The only thing he did not know was which morning it would be. The signal to go operational would, he knew, come on the Radio Moscow English-language-service news at ten o’clock of the preceding evening. It would be in the form of a deliberate word-fluff by the broadcaster in the first news item. But since Vassiliev could not tell them, Petrofsky still had to inform Moscow that all was in readiness. This meant a last message by radio. After that, the Stephanides brothers would be expendable. In the dusk of a warm June evening he left Cherryhayes Close and drove sedately north toward Thetford and his motorcycle. At nine o’clock, having changed clothes and vehicles, he began to ride northwest into the British Midlands.
The boredom of an ordinary evening for the watchers in the second-floor-front bedroom of the Royston house was broken at just after ten when Len Stewart came on the air from the police station.
“John, one of my lads was eating in the kebab place just now. The phone rang twice, then the caller hung up. It rang again twice, and he hung up again. Then he did it a third time. The listeners confirm it.”
“Did the Greeks try to answer it?”
“They didn’t reach it in time the first occasion it rang.
After that, they didn’t try for it. Just went on serving. … Hold on. ... John, are you there?”
“Yes, of course.”
“My people outside report one of the brothers is leaving. Through the back. He’s going for his car.”
“Two cars and four men to follow,” ordered Preston. “Remaining two to stay with the restaurant. The runner may be leaving town.”
But he was not. Andreas Stephanides drove back to Compton Street, parked the car, and let himself in. Lights went on behind the curtains. Nothing else happened. At eleven-twenty, earlier than usual, Spiridon closed the restaurant and walked home, arriving at a quarter to twelve.
Preston’s tiger came just before the hour of midnight. The street was very quiet.
Almost all the lights were out. Preston had scattered his four cars and their crews far and wide, and nobody saw him come. The first they knew, there was a mutter from one of Stewart’s men.
“There’s a man at the top end of Compton Street, junction of Cross Street.”
“Doing?” asked Preston.
“Nothing. Standing motionless in the shadows.”
“Wait.”
It was pitch-dark in the Roystons’ upstairs bedroom. The curtains were back, the men standing away from the window. Mungo crouched behind the camera, which was wearing its infrared lens. Preston held his small radio close to one ear. Stewart’s team of six and Burkinshaw’s two drivers with their cars were out there somewhere, all linked by radio.
A door opened down the street as someone put a cat out. It closed again.
“He’s moving,” the radio muttered. “Down toward you. Slowly.”
“Got him,” hissed Ginger, who was at one of the side windows. “Medium height and build. Dark, long raincoat.”
“Mungo, can you get him under that streetlight, just before the Greeks’ house?” asked Burkinshaw.
Mungo turned the lens a fraction. “I’m focused on the pool of light,” he said.
“He’s got ten yards to go,” said Ginger.
Without a sound the figure in the raincoat entered the glow cast by the streetlamp.
Mungo’s camera threw off five fast exposures. The man passed out of the light and arrived at the gate to the Stephanides house. He went up the short path and tapped, instead of ringing, at the door. It opened at once. There was no light in the hall. The dark raincoat passed inside. The door closed.
In the Roystons’ bedroom the tension broke.
“Mungo, get that film out of there and over to the police lab. I want it developed and passed straight to Scotland Yard. Immediate transmission to Charles and Sentinel. I’ll tell them to be ready to try to get a make.”
Something was bothering Preston. Something about the way the man had walked. It was a warm night—why a raincoat? To keep dry? The sun had shone all day. To cover something? Pale clothing, distinctive clothing?
“Mungo, what was he wearing? You saw him in close-up.”
Mungo was halfway out the door. “A raincoat,” he said. “Dark. Long.”
“Under that.”
Ginger whistled. “Boots. I remember them now. Ten inches of jackboot.”
“Shit, he’s on a motorcycle,” said Preston. He spoke into the radio. “Everyone out on the streets. On foot only. No car engines. Every street in the district except Compton.
We’re looking for a motorcycle with a warm engine block.”
The problem is, he thought, I don’t know how long he’s going to be in there. Five minutes? Ten? Sixty? He radioed Len Stewart.
“Len, John here. If we get that motorcycle, I want a bleeper in it somewhere.
Meanwhile, call up Superintendent King. He’ll have to mount the operation. When Chummy leaves, we’ll be after him. Harry’s team and me. I want you and your boys to stay on the Greeks. When we are all one hour clear, the police can take the house and the Greeks.”
Len Stewart, inside the police station, assented and started to phone Superintendent King at home.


Without the pictures, output the records below word for word.

[Figure collection entries]
- Opening Delimiter -

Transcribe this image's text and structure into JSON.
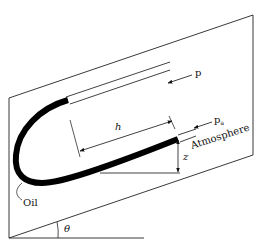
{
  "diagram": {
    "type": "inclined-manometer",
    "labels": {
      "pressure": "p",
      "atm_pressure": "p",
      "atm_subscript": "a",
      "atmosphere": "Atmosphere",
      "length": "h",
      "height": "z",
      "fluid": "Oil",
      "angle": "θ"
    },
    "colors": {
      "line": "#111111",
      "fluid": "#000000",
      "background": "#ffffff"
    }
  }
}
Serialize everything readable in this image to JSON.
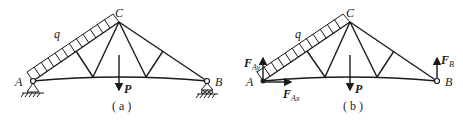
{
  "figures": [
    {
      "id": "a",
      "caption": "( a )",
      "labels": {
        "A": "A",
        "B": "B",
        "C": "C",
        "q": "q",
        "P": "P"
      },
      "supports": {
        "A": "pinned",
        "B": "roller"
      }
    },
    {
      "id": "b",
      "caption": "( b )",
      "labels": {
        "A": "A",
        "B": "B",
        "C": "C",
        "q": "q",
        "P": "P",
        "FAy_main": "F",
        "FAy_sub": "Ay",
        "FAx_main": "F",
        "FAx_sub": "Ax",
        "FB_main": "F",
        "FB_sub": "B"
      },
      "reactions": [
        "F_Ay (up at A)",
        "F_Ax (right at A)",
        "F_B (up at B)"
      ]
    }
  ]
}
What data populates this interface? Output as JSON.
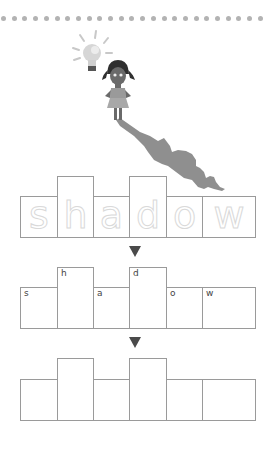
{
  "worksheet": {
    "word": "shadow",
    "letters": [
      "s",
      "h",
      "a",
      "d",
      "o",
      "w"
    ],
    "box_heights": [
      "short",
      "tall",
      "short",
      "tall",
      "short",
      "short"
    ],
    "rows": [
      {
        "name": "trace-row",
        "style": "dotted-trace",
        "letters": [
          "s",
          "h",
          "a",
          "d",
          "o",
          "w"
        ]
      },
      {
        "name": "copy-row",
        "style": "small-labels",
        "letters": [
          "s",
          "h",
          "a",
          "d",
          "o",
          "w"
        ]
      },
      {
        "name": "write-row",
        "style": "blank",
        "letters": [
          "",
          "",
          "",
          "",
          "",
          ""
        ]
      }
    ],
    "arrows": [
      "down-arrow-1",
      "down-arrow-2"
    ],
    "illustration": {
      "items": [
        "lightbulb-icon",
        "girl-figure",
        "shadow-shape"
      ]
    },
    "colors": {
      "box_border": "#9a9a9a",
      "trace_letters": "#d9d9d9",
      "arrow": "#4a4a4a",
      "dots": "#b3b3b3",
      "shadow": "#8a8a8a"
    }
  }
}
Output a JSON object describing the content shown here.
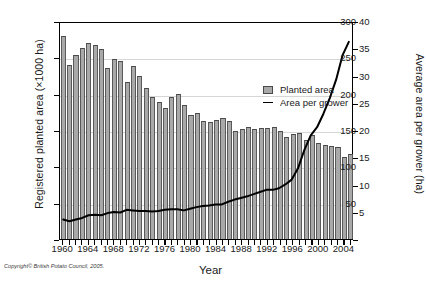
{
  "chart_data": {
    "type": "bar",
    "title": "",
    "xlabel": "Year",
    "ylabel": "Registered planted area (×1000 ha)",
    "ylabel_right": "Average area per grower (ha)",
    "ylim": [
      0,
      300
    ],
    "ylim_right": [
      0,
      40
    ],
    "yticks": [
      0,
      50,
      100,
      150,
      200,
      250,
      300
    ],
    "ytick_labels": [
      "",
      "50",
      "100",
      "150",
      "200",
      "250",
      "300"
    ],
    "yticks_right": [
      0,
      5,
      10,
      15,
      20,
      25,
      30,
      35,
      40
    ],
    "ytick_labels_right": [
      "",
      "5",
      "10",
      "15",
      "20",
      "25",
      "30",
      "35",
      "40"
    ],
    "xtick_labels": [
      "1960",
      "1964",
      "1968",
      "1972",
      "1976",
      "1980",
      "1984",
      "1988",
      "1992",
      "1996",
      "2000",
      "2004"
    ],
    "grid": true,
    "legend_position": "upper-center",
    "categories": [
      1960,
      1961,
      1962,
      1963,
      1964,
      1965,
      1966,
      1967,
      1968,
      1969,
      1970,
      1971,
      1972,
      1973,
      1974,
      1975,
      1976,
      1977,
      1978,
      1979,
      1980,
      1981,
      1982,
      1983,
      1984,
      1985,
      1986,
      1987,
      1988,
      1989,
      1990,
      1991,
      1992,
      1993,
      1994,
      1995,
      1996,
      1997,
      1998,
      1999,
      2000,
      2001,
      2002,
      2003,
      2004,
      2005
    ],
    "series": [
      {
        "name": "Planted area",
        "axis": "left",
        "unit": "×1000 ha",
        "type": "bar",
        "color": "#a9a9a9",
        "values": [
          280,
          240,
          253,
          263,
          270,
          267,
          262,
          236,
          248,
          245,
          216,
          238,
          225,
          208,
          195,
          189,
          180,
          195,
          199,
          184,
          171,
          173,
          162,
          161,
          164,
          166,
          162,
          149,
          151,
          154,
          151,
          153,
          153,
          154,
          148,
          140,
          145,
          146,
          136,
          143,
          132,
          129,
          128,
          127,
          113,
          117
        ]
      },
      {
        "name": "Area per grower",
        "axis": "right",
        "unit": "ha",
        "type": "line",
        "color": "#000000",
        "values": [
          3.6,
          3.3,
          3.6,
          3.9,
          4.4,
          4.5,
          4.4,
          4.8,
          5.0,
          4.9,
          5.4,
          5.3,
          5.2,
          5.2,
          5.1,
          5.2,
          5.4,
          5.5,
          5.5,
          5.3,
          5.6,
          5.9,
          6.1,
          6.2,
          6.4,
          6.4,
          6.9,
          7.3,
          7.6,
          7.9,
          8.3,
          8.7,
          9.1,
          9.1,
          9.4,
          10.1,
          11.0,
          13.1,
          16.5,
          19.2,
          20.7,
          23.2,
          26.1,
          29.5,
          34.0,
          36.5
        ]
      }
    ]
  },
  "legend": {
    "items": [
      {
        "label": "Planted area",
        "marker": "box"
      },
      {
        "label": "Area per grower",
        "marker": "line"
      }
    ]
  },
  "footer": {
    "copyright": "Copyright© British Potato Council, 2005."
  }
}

- Closing Delimiter -

SOLUTION TO THIS PROBLEM =>
Transcribe this image's text and structure into JSON.
{
  "diagram": {
    "type": "inclined-manometer",
    "labels": {
      "pressure": "p",
      "atm_pressure": "p",
      "atm_subscript": "a",
      "atmosphere": "Atmosphere",
      "length": "h",
      "height": "z",
      "fluid": "Oil",
      "angle": "θ"
    },
    "colors": {
      "line": "#111111",
      "fluid": "#000000",
      "background": "#ffffff"
    }
  }
}
Serialize everything readable in this image to JSON.
{
  "figures": [
    {
      "id": "a",
      "caption": "( a )",
      "labels": {
        "A": "A",
        "B": "B",
        "C": "C",
        "q": "q",
        "P": "P"
      },
      "supports": {
        "A": "pinned",
        "B": "roller"
      }
    },
    {
      "id": "b",
      "caption": "( b )",
      "labels": {
        "A": "A",
        "B": "B",
        "C": "C",
        "q": "q",
        "P": "P",
        "FAy_main": "F",
        "FAy_sub": "Ay",
        "FAx_main": "F",
        "FAx_sub": "Ax",
        "FB_main": "F",
        "FB_sub": "B"
      },
      "reactions": [
        "F_Ay (up at A)",
        "F_Ax (right at A)",
        "F_B (up at B)"
      ]
    }
  ]
}
What data populates this interface? Output as JSON.
{
  "worksheet": {
    "word": "shadow",
    "letters": [
      "s",
      "h",
      "a",
      "d",
      "o",
      "w"
    ],
    "box_heights": [
      "short",
      "tall",
      "short",
      "tall",
      "short",
      "short"
    ],
    "rows": [
      {
        "name": "trace-row",
        "style": "dotted-trace",
        "letters": [
          "s",
          "h",
          "a",
          "d",
          "o",
          "w"
        ]
      },
      {
        "name": "copy-row",
        "style": "small-labels",
        "letters": [
          "s",
          "h",
          "a",
          "d",
          "o",
          "w"
        ]
      },
      {
        "name": "write-row",
        "style": "blank",
        "letters": [
          "",
          "",
          "",
          "",
          "",
          ""
        ]
      }
    ],
    "arrows": [
      "down-arrow-1",
      "down-arrow-2"
    ],
    "illustration": {
      "items": [
        "lightbulb-icon",
        "girl-figure",
        "shadow-shape"
      ]
    },
    "colors": {
      "box_border": "#9a9a9a",
      "trace_letters": "#d9d9d9",
      "arrow": "#4a4a4a",
      "dots": "#b3b3b3",
      "shadow": "#8a8a8a"
    }
  }
}
Output a JSON object describing the content shown here.
{
  "chart_data": {
    "type": "bar",
    "title": "",
    "xlabel": "Year",
    "ylabel": "Registered planted area (×1000 ha)",
    "ylabel_right": "Average area per grower (ha)",
    "ylim": [
      0,
      300
    ],
    "ylim_right": [
      0,
      40
    ],
    "yticks": [
      0,
      50,
      100,
      150,
      200,
      250,
      300
    ],
    "ytick_labels": [
      "",
      "50",
      "100",
      "150",
      "200",
      "250",
      "300"
    ],
    "yticks_right": [
      0,
      5,
      10,
      15,
      20,
      25,
      30,
      35,
      40
    ],
    "ytick_labels_right": [
      "",
      "5",
      "10",
      "15",
      "20",
      "25",
      "30",
      "35",
      "40"
    ],
    "xtick_labels": [
      "1960",
      "1964",
      "1968",
      "1972",
      "1976",
      "1980",
      "1984",
      "1988",
      "1992",
      "1996",
      "2000",
      "2004"
    ],
    "grid": true,
    "legend_position": "upper-center",
    "categories": [
      1960,
      1961,
      1962,
      1963,
      1964,
      1965,
      1966,
      1967,
      1968,
      1969,
      1970,
      1971,
      1972,
      1973,
      1974,
      1975,
      1976,
      1977,
      1978,
      1979,
      1980,
      1981,
      1982,
      1983,
      1984,
      1985,
      1986,
      1987,
      1988,
      1989,
      1990,
      1991,
      1992,
      1993,
      1994,
      1995,
      1996,
      1997,
      1998,
      1999,
      2000,
      2001,
      2002,
      2003,
      2004,
      2005
    ],
    "series": [
      {
        "name": "Planted area",
        "axis": "left",
        "unit": "×1000 ha",
        "type": "bar",
        "color": "#a9a9a9",
        "values": [
          280,
          240,
          253,
          263,
          270,
          267,
          262,
          236,
          248,
          245,
          216,
          238,
          225,
          208,
          195,
          189,
          180,
          195,
          199,
          184,
          171,
          173,
          162,
          161,
          164,
          166,
          162,
          149,
          151,
          154,
          151,
          153,
          153,
          154,
          148,
          140,
          145,
          146,
          136,
          143,
          132,
          129,
          128,
          127,
          113,
          117
        ]
      },
      {
        "name": "Area per grower",
        "axis": "right",
        "unit": "ha",
        "type": "line",
        "color": "#000000",
        "values": [
          3.6,
          3.3,
          3.6,
          3.9,
          4.4,
          4.5,
          4.4,
          4.8,
          5.0,
          4.9,
          5.4,
          5.3,
          5.2,
          5.2,
          5.1,
          5.2,
          5.4,
          5.5,
          5.5,
          5.3,
          5.6,
          5.9,
          6.1,
          6.2,
          6.4,
          6.4,
          6.9,
          7.3,
          7.6,
          7.9,
          8.3,
          8.7,
          9.1,
          9.1,
          9.4,
          10.1,
          11.0,
          13.1,
          16.5,
          19.2,
          20.7,
          23.2,
          26.1,
          29.5,
          34.0,
          36.5
        ]
      }
    ]
  },
  "legend": {
    "items": [
      {
        "label": "Planted area",
        "marker": "box"
      },
      {
        "label": "Area per grower",
        "marker": "line"
      }
    ]
  },
  "footer": {
    "copyright": "Copyright© British Potato Council, 2005."
  }
}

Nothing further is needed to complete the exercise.